I would assume a non appraiser could be the business owner, as long as they did not pass themselves off as an appraiser/do the appraisal

I was speculating, that for sale purpose an office employing a staff of appraisers with enough business to keep them busy would have more worth $ than a single practice office.
I think it might depend on existing firm debt, fixed cost (staff, office, etc). In New England, a big commercial office (not CBRE or a national) is about four appraisers. It takes a lot of work to keep a staff like that busy. So, maybe a bigger shop a heavier lift to buy and operate than a single-appraiser shop.
 
My buddy used to work at irr when he was training and his office got bought. So seems to me like opportunity for that in commercial.

I know don't have a business that someone would buy though. :)
IRR continues to be the case study everyone uses on how to build a national firm.
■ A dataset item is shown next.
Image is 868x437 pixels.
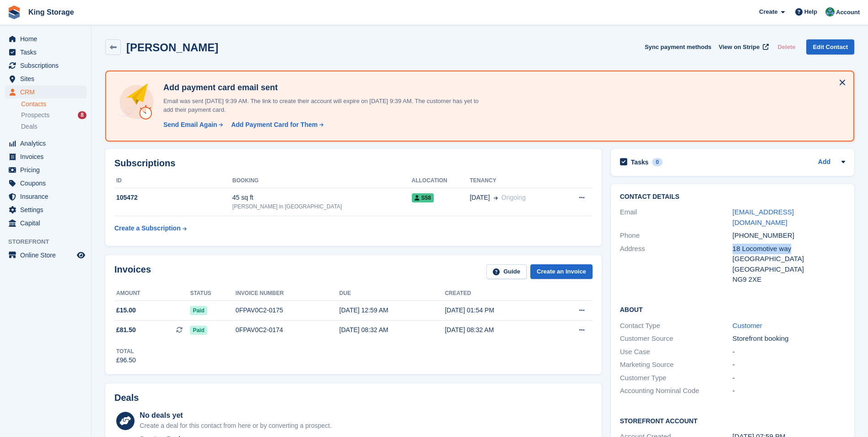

I don't know how they selected offices to buy, and I think they were done buying 15-20 years ago.

Figure out how to turn data analysis into a paying report, and I will come work for you!
 
This seems different than your original post / Correct me if I am wrong, but the above sounds like you want to collect a % of a local firm's business in exchange for you providing back from a remote location, their office support - and you want to sell that concept to appraisers rather than you purchasing appraisal firms?
I think there's a lot ways to skin that cat. When I got into appraising, I cold-called potential supervisors to see who would supervise and to see if anyone wanted to sell. Based on that experience, not many appraisers give much thought to selling or buying practices.

But, imagine you wanted to scale your service offerings and your geography. How would you work portfolio clients? How would you offer more services than appraisal (think of that as hedging against slow downs)?

Providing back office is one way to do it. Buying and operating practices as part of a whole is another. There are others.
 
A Commercial AMC is really what your plan is which is fine we already have quite a few but now you need to spend 6 months doing nothing but talking to see if CGs in Your State are willing to accpet engagements. Outside of a AMC all you did was create a office management operation which is not a profit center. I assume even in your States you guys have some Cushman and Wakefield type operations. Those appeal to CGs who do not want to operate independent fee shops and who want their workflows manged for them.
 
IRR continues to be the case study everyone uses on how to build a national firm. I don't know how they selected offices to buy, and I think they were done buying 15-20 years ago.

Figure out how to turn data analysis into a paying report, and I will come work for you!

If things get super slow next year then it might be more likely that I end up going to work for you. :)
 
CW Has two Offices in New Hampshire and Offices in all the New England States. I think they beat you too this concept many years ago.
 
If things get super slow next year then it might be more likely that I end up going to work for you. :)
Why would business get slow for you all your charts and graphs show Maryland is steady as a Rock.
 
That's kind of what I'm thinking about. I can provide the back office: billing, collections, publishing, internal reviews, insurance, and all the other stuff. Do that from one location, with small offices scattered so nobody drives too far. Imagine the bench strength with that doing a big strip takings job.

I don't know anyone that has done that and am looking for someone who has done it to help me think through structure and how to sell it to appraisers. Proof concept in my state. If it can work, it may be able to scale it to all the New England states.
Reach out to Michael Hobbs at PahRoo Appraising. He's out of Chicago - I think he's done that a bit.
 
Why would business get slow for you all your charts and graphs show Maryland is steady as a Rock

I think you are confusing market conditions or residential appraisals and market conditions for real estate. Two very different markets.

But I'm not having a terrible year anyway.